Middle Ages Environment for Kids - what was the weather like?
Was it hotter or colder than now? What kind of animals and plants were there?
Middle Ages Environment
Some people say that the cause of the
fall
of the Roman empire in the West around 400
AD
was a change in the
climate,
which caused famines and
plagues
and made people unhappy with their government. It is true that there was
a cold period around this time in Western Europe, but it probably came a
little later, in the 500's and 600's
AD, too
late to be the cause of the fall of Roman government. But around 500 the
climate did get colder. In the south, like in
Spain,
this may have been good: more rain, maybe. In the north, in
France,
Germany, and
England, it
was bad. There was a lot of flooding in the river valleys, and many Roman
villages in the valleys had to be abandoned as people moved up onto the
hills. You couldn't grow
olives
or
wine so far north as before. One result
was a general shift to eating butter rather than olive oil and using tallow
or beeswax candles for lighting instead of oil lamps.
By about 800, in the time of Charlemagne,
the weather began to improve again, and around 1000 AD was probably a very
good time in Europe, when it was easy to grow wheat
and barley and even wine again. The
same weather patterns that made for good weather in north-western Europe,
however, may have made southern
Spain hotter and drier than people liked.
Again toward the end of the Middle Ages, around 1400 AD,
there was another "Little Ice Age," with much the same effects as before.
There was a lot of flooding, and in England
especially there were many years where the crops were ruined and people
went hungry. Although changes in government do have important effects on
ordinary people's lives, the weather also plays a very important role.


Directions for this task | Beginning with the line that contains "Locate an element", repeat each line exactly through the end of the listing below. Pictures stay out.

Extracted entries |
::::::::
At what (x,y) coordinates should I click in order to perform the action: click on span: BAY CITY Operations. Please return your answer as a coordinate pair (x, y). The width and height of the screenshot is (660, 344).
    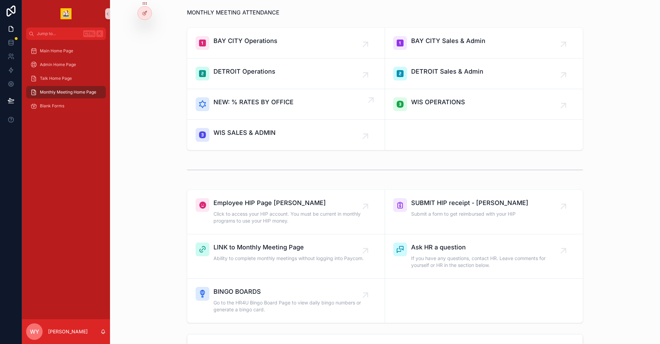
    Looking at the image, I should click on (246, 41).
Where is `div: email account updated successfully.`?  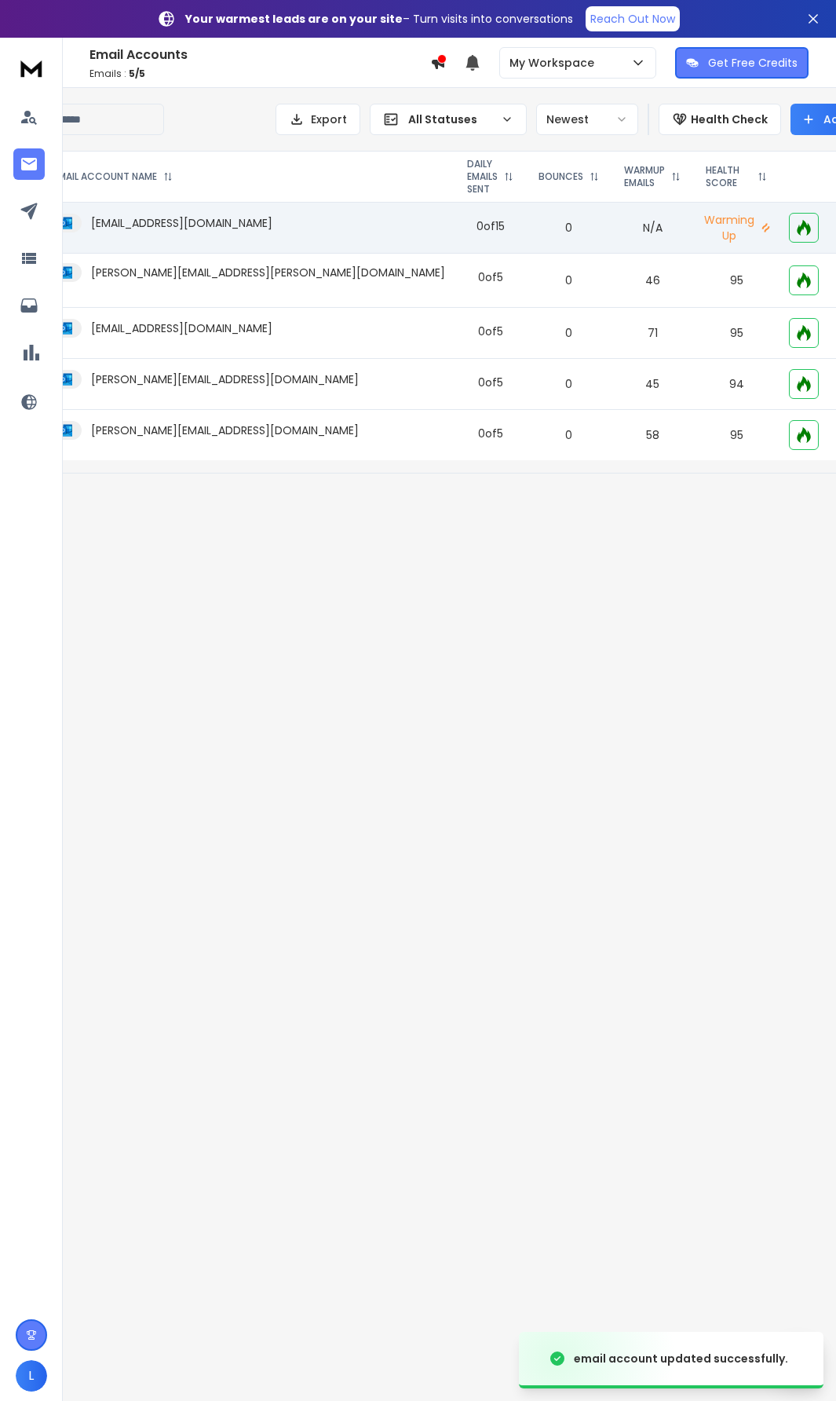 div: email account updated successfully. is located at coordinates (681, 1359).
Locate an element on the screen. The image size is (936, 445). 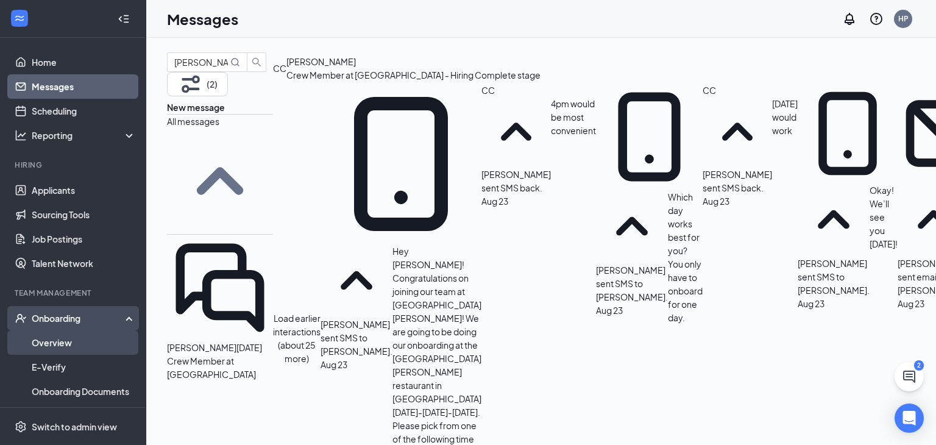
a: E-Verify is located at coordinates (83, 367).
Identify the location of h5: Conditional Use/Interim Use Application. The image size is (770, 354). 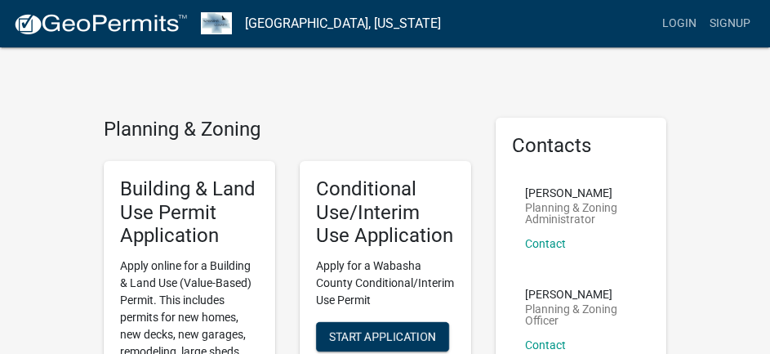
::::::::
Reply |
Locate an element on the screen. The image size is (936, 445). 
a: E-Verify is located at coordinates (83, 367).
Identify the location of h5: Conditional Use/Interim Use Application. The image size is (770, 354). 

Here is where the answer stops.